Appendix A. Supplementary data
The following are the Supplementary data to this article:
References
- Bagcchi S. Stigma during the COVID-19 pandemic. Lancet Infect. Dis. 2020;20:782. doi: 10.1016/S1473-3099(20)30498-9. [DOI] [PMC free article] [PubMed] [Google Scholar]
- Batty G.D., Deary I.J., Luciano M., Altschul D.M., Kivimäki M., Gale C.R. Psychosocial factors and hospitalisations for COVID-19: prospective cohort study based on a community sample. Brain, Behavior, Immunity. 2020 doi: 10.1016/j.bbi.2020.06.021. [DOI] [PMC free article] [PubMed] [Google Scholar]
- Clissold E., Nylander D., Watson C., Ventriglio A. Pandemics and prejudice. Int. J. Soc. Psychiatry. 2020 doi: 10.1177/0020764020937873. [DOI] [PubMed] [Google Scholar]
- Fischer L.S., Mansergh G., Lynch J., Santibanez S. Addressing disease-related stigma during infectious disease outbreaks. Disaster Med.
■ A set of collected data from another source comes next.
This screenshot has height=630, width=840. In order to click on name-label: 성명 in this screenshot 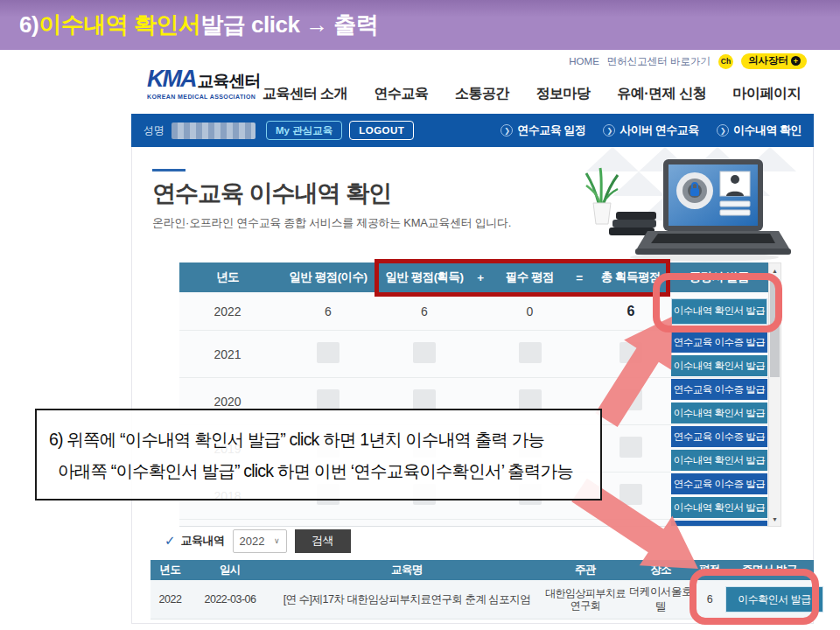, I will do `click(154, 131)`.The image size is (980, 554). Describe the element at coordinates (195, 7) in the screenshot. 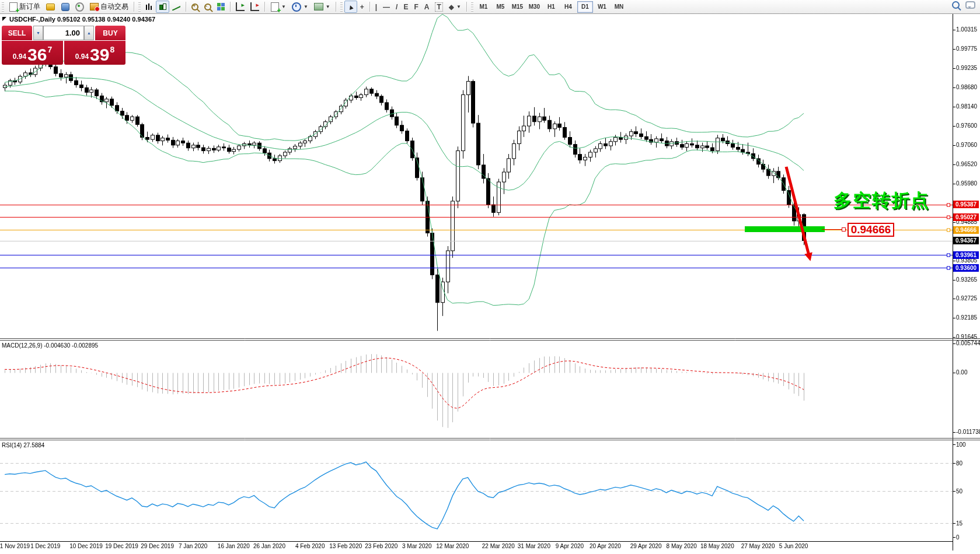

I see `zoom-in-button: +` at that location.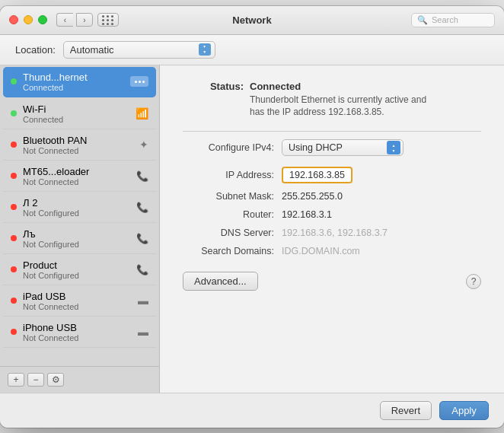 This screenshot has width=504, height=433. What do you see at coordinates (78, 332) in the screenshot?
I see `network-info: iPhone USB Not Connected` at bounding box center [78, 332].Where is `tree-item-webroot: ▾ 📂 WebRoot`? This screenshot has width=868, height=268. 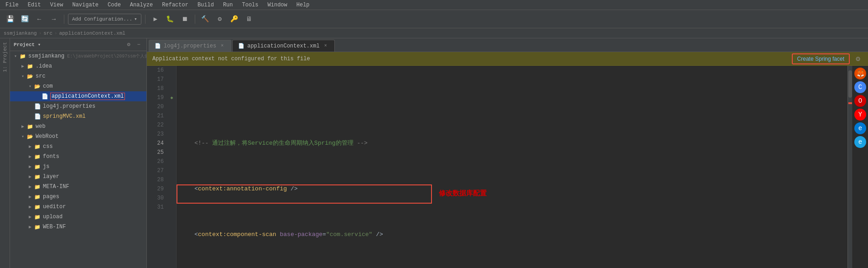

Public Health Prep. 2019;13:989–994. doi: 10.1017/dmp.2018.157. [DOI] [PMC free article] [PubMed] [Google Scholar]
- Lassale C., Gaye B., Hamer M., Gale C.R., Batty G.D. Ethnic disparities in hospitalisation for COVID-19 in England: the role of socioeconomic factors, mental health, and inflammatory and pro-inflammatory factors in a community-based cohort study. Brain Behav. Immun. 2020 doi: 10.1016/j.bbi.2020.05.074. [DOI] [PMC free article] [PubMed] [Google Scholar]
- Logie C.H. Lessons learned from HIV can inform our approach to COVID-19 stigma. J. Int. AIDS Soc. 2020;23 doi: 10.1002/jia2.25504. [DOI] [PMC free article] [PubMed] [Google Scholar]
- Logie C.H., Turan J.M. How do we balance tensions between COVID-19 public health responses and stigma mitigation? Learning from HIV research. AIDS Behav. 2020;24:2003–2006. doi: 10.1007/s10461-020-02856-8. [DOI] [PMC free article] [PubMed] [Google Scholar]
- Ransing R., Adiukwu F., Pereira-Sanchez V., Ramalho R., Orsolini L., Schuh Teixeira A.L., Gonzalez-Diaz J.M., Pinto da Costa M., Soler-Vidal J., Bytyçi D.G., El Hayek S., Larnaout A., Shalbafan M., Syarif Z., Nofal M., Kundadak G.K. Mental health interventions during the COVID-19 pandemic: a conceptual framework by early career psychiatrists. Asian J. Psychiatry. 2020;102085 doi: 10.1016/j.ajp.2020.102085. [DOI] [PMC free article] [PubMed] [Google Scholar]
- Ransing R., Nagendrappa S., Patil A., Shoib S., Sarkar D. Potential role of artificial intelligence to address the COVID-19 outbreak-related mental health issues in India. Psychiatry Res. 2020 doi: 10.1016/j.psychres.2020.113176. [DOI] [PubMed] [Google Scholar]
- Ransing R., Ramalho R., Orsolini L., Adiukwu F., Gonzalez-Diaz J.M., Larnaout A., Pinto da Costa M., Grandinetti P., Bytyçi D.G., Shalbafan M., Patil I., Nofal M., Pereira-Sanchez V., Kilic O. Can COVID-19 related mental health issues be measured? Brain Behav. Immun. 2020 doi: 10.1016/j.bbi.2020.05.049. [DOI] [PMC free article] [PubMed] [Google Scholar]
- Shoib S., Nagendrappa S., Grigo O., Rehman S., Ransing R. Factors associated with COVID-19 outbreak-related suicides in India. Asian J. Psychiatry. 2020;53 doi: 10.1016/j.ajp.2020.102223. [DOI] [PubMed] [Google Scholar]
- A.L. Stangl, V.A. Earnshaw, C.H. Logie, W. van Brakel, C.L. Simbayi, I. Barré, J.F. Dovidio, The health stigma and discrimination framework: a global, crosscutting framework to inform research, intervention development, and policy on health-related stigmas, BMC Med. 17 (2019) 31, doi: 10.1186/s12916-019-1271-3. [DOI] [PMC free article] [PubMed]
Associated Data
This section collects any data citations, data availability statements, or supplementary materials included in this article.